Unlike most other options, where a plugin can support 3D but not 2D or
compressed but not uncompressed data, the "levels" option is orthogonal
to the rest -- if a format supports multi-level data, it obviously also
supports a case where there is just a single level, and if it supports
multi-level images, then it likely supports them for 1D, 2D and 3D, not
just some.
I used the same reasoning for the new SceneConverterFeatures interfaces
already, just "backporting" it here as well.
The bit pattern actually followed this already, but for some reason I
still went ahead and stamped out all possible combinations. Because
of that, nothing really changes on the ABI side either and the
deprecated aliases are now exactly as they were before, so no need to
bump the plugin interface version.
Wasn't really possible to split this into multiple commits, so here's
the whole thing including delegation from and to the single-mesh APIs.
What's not done here and postponed for later is:
- an ability to feed the whole importer to it, filtering away data that
aren't supported by the converter
- corresponding changes in AbstractImageConverter, where it would now
primarily accept ImageData to future-proof for arbitrary extra
key/value data
This might eventually be a supported case (an object referencing three
meshes with different primitives), but let's just cover the existing
code for now.
Basically just making use of all APIs that got invented over the last 10
years, such as using instanced test cases instead of repeatedly having
the same test code with just different strings or accessing meshes
directly by name instead of meshForName().
Additionally the test files were renamed to better group them visually,
with invalid cases being separated from valid cases so it's possible to
have instanced tests for those.
When for example only CMAKE_RUNTIME_OUTPUT_DIRECTORY is set, but not the
others, the original code skipped overriding the locations altogether.
This is a valid use case, as e.g. ARCHIVE and LIBRARY_OUTPUT_DIRECTORY
tend to mess with the way Visual Studio produces and consumes *.lib
files.
Furthermore, this now also handles CMAKE_*_OUTPUT_DIRECTORY_<CONFIG> in
a similar way, which is what Conan uses for example.
Similar to the change done in Corrade, see the commit for details:
878624ac36
Wow, this is probably the most backwards-compatibility code I've ever
written. Can't wait until I can drop all that.
Hey, do you also remember the times where people were excited to upgrade
from Clang 3.6 to 3.7, GCC 4.7 to 4.8 or Firefox 1.1 to Firefox 1.5? Not
Clang 12 to 14, GCC 10 to 13 or Chrome 102 to 126.
I.e., with the intention to be implemented in the best way possible,
without relying on some 3rd party library with murky corner cases and
questionable tradeoffs.
Here the benefit is especially clear -- as Containers::Pair is trivially
copyable with trivial types, all growable arrays can make use of
std::realloc() while with the STL variant a silly constructor, copy
constructor, destructor had to be used.
Additionally, we no longer need to take explicit care of libc++ and MSVC
STL where returning a std::pair<bool, Containers::String> as
return {{}, Containers::String{..., <deleter>}};
would caused an unnecessary copy instead of a move, losing the custom
deleter in the process. Yay!
There's a <Corrade/Containers/PairStl.h> include for backwards
compatibility purposes, but obviously it would only work for the return
type of validate*() and cases where an initializer list was passed to a
list-of-pairs-taking functions, and not a concretely typed ArrayView.
Those functions were though mostly the linker API which isn't
implemented by any plugin yet, so it shouldn't be *that* breaking to
users. Neverteless, I'm trying to do this breaking change rather sooner
than later to prevent pain further down the road when the Vulkan APIs
and SPIR-V pipeline gets widely used.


=== EXERCISE DETAILS ===
Copy out each entry below verbatim, skipping the images.

=== MATERIAL TO PROCESS ===
⟨
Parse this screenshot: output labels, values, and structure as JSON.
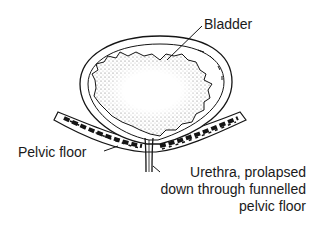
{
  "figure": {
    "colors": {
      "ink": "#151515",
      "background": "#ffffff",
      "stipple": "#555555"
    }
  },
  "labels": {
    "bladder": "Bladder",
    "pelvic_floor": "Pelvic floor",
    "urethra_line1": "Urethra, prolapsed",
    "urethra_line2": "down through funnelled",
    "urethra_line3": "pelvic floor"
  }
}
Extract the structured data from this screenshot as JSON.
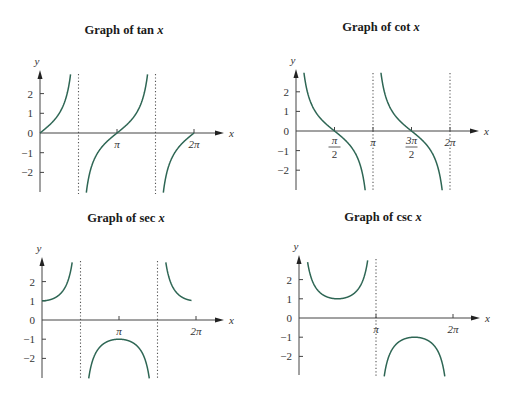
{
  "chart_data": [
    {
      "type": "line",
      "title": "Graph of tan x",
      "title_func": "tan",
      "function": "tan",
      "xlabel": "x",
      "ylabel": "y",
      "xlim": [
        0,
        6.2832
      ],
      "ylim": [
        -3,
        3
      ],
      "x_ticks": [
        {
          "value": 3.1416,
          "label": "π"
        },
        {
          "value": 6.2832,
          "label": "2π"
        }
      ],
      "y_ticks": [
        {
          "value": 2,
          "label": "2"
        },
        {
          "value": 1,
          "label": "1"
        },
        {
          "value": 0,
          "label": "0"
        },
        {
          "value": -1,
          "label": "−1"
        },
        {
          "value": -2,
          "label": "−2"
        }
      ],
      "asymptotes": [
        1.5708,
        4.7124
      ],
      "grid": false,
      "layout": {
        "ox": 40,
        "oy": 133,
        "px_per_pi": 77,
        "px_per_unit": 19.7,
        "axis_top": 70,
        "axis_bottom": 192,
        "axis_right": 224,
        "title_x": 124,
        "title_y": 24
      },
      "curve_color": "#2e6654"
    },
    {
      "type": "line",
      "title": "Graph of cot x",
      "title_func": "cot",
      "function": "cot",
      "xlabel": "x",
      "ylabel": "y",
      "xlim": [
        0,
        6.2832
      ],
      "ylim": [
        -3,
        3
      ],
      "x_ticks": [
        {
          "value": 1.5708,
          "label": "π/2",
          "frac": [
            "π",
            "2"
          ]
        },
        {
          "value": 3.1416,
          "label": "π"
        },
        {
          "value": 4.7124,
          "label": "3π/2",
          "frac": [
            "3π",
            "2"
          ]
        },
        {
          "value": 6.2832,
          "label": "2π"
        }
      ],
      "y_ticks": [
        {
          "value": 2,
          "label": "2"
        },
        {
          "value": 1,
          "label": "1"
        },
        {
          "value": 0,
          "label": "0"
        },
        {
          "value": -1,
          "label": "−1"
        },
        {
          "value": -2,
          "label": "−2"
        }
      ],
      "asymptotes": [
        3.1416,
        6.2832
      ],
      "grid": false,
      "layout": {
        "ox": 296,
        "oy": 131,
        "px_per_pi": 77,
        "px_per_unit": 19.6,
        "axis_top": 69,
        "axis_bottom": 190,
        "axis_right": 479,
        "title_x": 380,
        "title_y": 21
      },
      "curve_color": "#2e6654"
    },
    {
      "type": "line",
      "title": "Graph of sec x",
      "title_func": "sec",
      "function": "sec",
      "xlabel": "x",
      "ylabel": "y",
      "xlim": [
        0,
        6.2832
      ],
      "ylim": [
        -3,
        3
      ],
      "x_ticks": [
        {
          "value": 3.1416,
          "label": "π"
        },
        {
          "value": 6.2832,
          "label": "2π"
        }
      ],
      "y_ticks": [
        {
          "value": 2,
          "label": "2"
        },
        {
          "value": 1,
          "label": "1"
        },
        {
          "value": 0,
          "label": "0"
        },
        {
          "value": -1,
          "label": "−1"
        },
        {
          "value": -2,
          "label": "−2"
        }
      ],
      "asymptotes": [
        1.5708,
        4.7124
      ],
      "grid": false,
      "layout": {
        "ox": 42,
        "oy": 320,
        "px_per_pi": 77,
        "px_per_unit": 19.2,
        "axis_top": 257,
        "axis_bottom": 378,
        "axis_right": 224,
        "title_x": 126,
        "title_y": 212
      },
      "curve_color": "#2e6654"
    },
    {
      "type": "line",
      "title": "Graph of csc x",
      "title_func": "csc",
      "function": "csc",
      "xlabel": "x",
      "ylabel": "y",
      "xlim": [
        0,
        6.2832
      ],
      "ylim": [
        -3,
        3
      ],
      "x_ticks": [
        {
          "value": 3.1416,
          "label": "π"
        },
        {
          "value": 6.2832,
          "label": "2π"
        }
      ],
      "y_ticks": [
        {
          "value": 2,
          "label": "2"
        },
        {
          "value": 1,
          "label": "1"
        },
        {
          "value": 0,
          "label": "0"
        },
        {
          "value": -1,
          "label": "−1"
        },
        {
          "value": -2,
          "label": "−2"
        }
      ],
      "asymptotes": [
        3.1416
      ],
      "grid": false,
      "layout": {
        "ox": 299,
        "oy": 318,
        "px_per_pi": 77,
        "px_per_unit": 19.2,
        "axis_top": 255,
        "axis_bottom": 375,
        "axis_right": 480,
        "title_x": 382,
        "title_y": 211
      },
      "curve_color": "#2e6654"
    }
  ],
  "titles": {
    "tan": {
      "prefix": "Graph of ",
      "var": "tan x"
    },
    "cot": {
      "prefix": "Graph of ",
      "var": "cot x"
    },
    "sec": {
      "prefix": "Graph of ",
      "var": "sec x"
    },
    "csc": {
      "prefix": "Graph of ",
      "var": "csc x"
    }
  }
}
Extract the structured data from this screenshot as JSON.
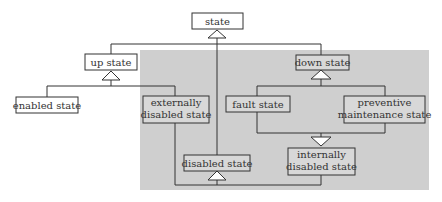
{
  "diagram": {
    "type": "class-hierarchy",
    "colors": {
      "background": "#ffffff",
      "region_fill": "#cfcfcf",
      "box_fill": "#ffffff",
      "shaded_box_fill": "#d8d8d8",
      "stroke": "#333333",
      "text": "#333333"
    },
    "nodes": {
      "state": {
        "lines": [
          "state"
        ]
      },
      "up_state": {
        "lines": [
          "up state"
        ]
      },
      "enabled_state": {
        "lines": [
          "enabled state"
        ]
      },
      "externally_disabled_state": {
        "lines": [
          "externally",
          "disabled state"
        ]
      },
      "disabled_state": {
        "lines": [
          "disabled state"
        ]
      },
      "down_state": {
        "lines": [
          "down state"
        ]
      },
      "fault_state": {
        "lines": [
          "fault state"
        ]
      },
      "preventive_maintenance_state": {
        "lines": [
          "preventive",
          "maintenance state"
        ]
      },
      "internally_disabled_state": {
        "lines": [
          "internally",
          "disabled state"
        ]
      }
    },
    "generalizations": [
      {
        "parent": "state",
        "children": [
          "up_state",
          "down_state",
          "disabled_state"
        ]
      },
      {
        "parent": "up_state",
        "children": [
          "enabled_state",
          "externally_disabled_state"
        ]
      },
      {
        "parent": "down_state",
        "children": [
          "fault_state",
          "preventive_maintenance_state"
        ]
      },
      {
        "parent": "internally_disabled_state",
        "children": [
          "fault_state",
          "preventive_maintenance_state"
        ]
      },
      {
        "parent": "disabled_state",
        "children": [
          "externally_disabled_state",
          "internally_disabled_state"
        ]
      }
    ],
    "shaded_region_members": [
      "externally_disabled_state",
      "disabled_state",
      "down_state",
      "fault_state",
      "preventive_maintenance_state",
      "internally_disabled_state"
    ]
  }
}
⟩
=== YOUR RESPONSE ===
Parse this screenshot: output labels, values, and structure as JSON.
{
  "figure": {
    "colors": {
      "ink": "#151515",
      "background": "#ffffff",
      "stipple": "#555555"
    }
  },
  "labels": {
    "bladder": "Bladder",
    "pelvic_floor": "Pelvic floor",
    "urethra_line1": "Urethra, prolapsed",
    "urethra_line2": "down through funnelled",
    "urethra_line3": "pelvic floor"
  }
}
Extract the structured data from this screenshot as JSON.
{
  "chart_data": [
    {
      "type": "line",
      "title": "Graph of tan x",
      "title_func": "tan",
      "function": "tan",
      "xlabel": "x",
      "ylabel": "y",
      "xlim": [
        0,
        6.2832
      ],
      "ylim": [
        -3,
        3
      ],
      "x_ticks": [
        {
          "value": 3.1416,
          "label": "π"
        },
        {
          "value": 6.2832,
          "label": "2π"
        }
      ],
      "y_ticks": [
        {
          "value": 2,
          "label": "2"
        },
        {
          "value": 1,
          "label": "1"
        },
        {
          "value": 0,
          "label": "0"
        },
        {
          "value": -1,
          "label": "−1"
        },
        {
          "value": -2,
          "label": "−2"
        }
      ],
      "asymptotes": [
        1.5708,
        4.7124
      ],
      "grid": false,
      "layout": {
        "ox": 40,
        "oy": 133,
        "px_per_pi": 77,
        "px_per_unit": 19.7,
        "axis_top": 70,
        "axis_bottom": 192,
        "axis_right": 224,
        "title_x": 124,
        "title_y": 24
      },
      "curve_color": "#2e6654"
    },
    {
      "type": "line",
      "title": "Graph of cot x",
      "title_func": "cot",
      "function": "cot",
      "xlabel": "x",
      "ylabel": "y",
      "xlim": [
        0,
        6.2832
      ],
      "ylim": [
        -3,
        3
      ],
      "x_ticks": [
        {
          "value": 1.5708,
          "label": "π/2",
          "frac": [
            "π",
            "2"
          ]
        },
        {
          "value": 3.1416,
          "label": "π"
        },
        {
          "value": 4.7124,
          "label": "3π/2",
          "frac": [
            "3π",
            "2"
          ]
        },
        {
          "value": 6.2832,
          "label": "2π"
        }
      ],
      "y_ticks": [
        {
          "value": 2,
          "label": "2"
        },
        {
          "value": 1,
          "label": "1"
        },
        {
          "value": 0,
          "label": "0"
        },
        {
          "value": -1,
          "label": "−1"
        },
        {
          "value": -2,
          "label": "−2"
        }
      ],
      "asymptotes": [
        3.1416,
        6.2832
      ],
      "grid": false,
      "layout": {
        "ox": 296,
        "oy": 131,
        "px_per_pi": 77,
        "px_per_unit": 19.6,
        "axis_top": 69,
        "axis_bottom": 190,
        "axis_right": 479,
        "title_x": 380,
        "title_y": 21
      },
      "curve_color": "#2e6654"
    },
    {
      "type": "line",
      "title": "Graph of sec x",
      "title_func": "sec",
      "function": "sec",
      "xlabel": "x",
      "ylabel": "y",
      "xlim": [
        0,
        6.2832
      ],
      "ylim": [
        -3,
        3
      ],
      "x_ticks": [
        {
          "value": 3.1416,
          "label": "π"
        },
        {
          "value": 6.2832,
          "label": "2π"
        }
      ],
      "y_ticks": [
        {
          "value": 2,
          "label": "2"
        },
        {
          "value": 1,
          "label": "1"
        },
        {
          "value": 0,
          "label": "0"
        },
        {
          "value": -1,
          "label": "−1"
        },
        {
          "value": -2,
          "label": "−2"
        }
      ],
      "asymptotes": [
        1.5708,
        4.7124
      ],
      "grid": false,
      "layout": {
        "ox": 42,
        "oy": 320,
        "px_per_pi": 77,
        "px_per_unit": 19.2,
        "axis_top": 257,
        "axis_bottom": 378,
        "axis_right": 224,
        "title_x": 126,
        "title_y": 212
      },
      "curve_color": "#2e6654"
    },
    {
      "type": "line",
      "title": "Graph of csc x",
      "title_func": "csc",
      "function": "csc",
      "xlabel": "x",
      "ylabel": "y",
      "xlim": [
        0,
        6.2832
      ],
      "ylim": [
        -3,
        3
      ],
      "x_ticks": [
        {
          "value": 3.1416,
          "label": "π"
        },
        {
          "value": 6.2832,
          "label": "2π"
        }
      ],
      "y_ticks": [
        {
          "value": 2,
          "label": "2"
        },
        {
          "value": 1,
          "label": "1"
        },
        {
          "value": 0,
          "label": "0"
        },
        {
          "value": -1,
          "label": "−1"
        },
        {
          "value": -2,
          "label": "−2"
        }
      ],
      "asymptotes": [
        3.1416
      ],
      "grid": false,
      "layout": {
        "ox": 299,
        "oy": 318,
        "px_per_pi": 77,
        "px_per_unit": 19.2,
        "axis_top": 255,
        "axis_bottom": 375,
        "axis_right": 480,
        "title_x": 382,
        "title_y": 211
      },
      "curve_color": "#2e6654"
    }
  ],
  "titles": {
    "tan": {
      "prefix": "Graph of ",
      "var": "tan x"
    },
    "cot": {
      "prefix": "Graph of ",
      "var": "cot x"
    },
    "sec": {
      "prefix": "Graph of ",
      "var": "sec x"
    },
    "csc": {
      "prefix": "Graph of ",
      "var": "csc x"
    }
  }
}
Extract the structured data from this screenshot as JSON.
{
  "diagram": {
    "type": "class-hierarchy",
    "colors": {
      "background": "#ffffff",
      "region_fill": "#cfcfcf",
      "box_fill": "#ffffff",
      "shaded_box_fill": "#d8d8d8",
      "stroke": "#333333",
      "text": "#333333"
    },
    "nodes": {
      "state": {
        "lines": [
          "state"
        ]
      },
      "up_state": {
        "lines": [
          "up state"
        ]
      },
      "enabled_state": {
        "lines": [
          "enabled state"
        ]
      },
      "externally_disabled_state": {
        "lines": [
          "externally",
          "disabled state"
        ]
      },
      "disabled_state": {
        "lines": [
          "disabled state"
        ]
      },
      "down_state": {
        "lines": [
          "down state"
        ]
      },
      "fault_state": {
        "lines": [
          "fault state"
        ]
      },
      "preventive_maintenance_state": {
        "lines": [
          "preventive",
          "maintenance state"
        ]
      },
      "internally_disabled_state": {
        "lines": [
          "internally",
          "disabled state"
        ]
      }
    },
    "generalizations": [
      {
        "parent": "state",
        "children": [
          "up_state",
          "down_state",
          "disabled_state"
        ]
      },
      {
        "parent": "up_state",
        "children": [
          "enabled_state",
          "externally_disabled_state"
        ]
      },
      {
        "parent": "down_state",
        "children": [
          "fault_state",
          "preventive_maintenance_state"
        ]
      },
      {
        "parent": "internally_disabled_state",
        "children": [
          "fault_state",
          "preventive_maintenance_state"
        ]
      },
      {
        "parent": "disabled_state",
        "children": [
          "externally_disabled_state",
          "internally_disabled_state"
        ]
      }
    ],
    "shaded_region_members": [
      "externally_disabled_state",
      "disabled_state",
      "down_state",
      "fault_state",
      "preventive_maintenance_state",
      "internally_disabled_state"
    ]
  }
}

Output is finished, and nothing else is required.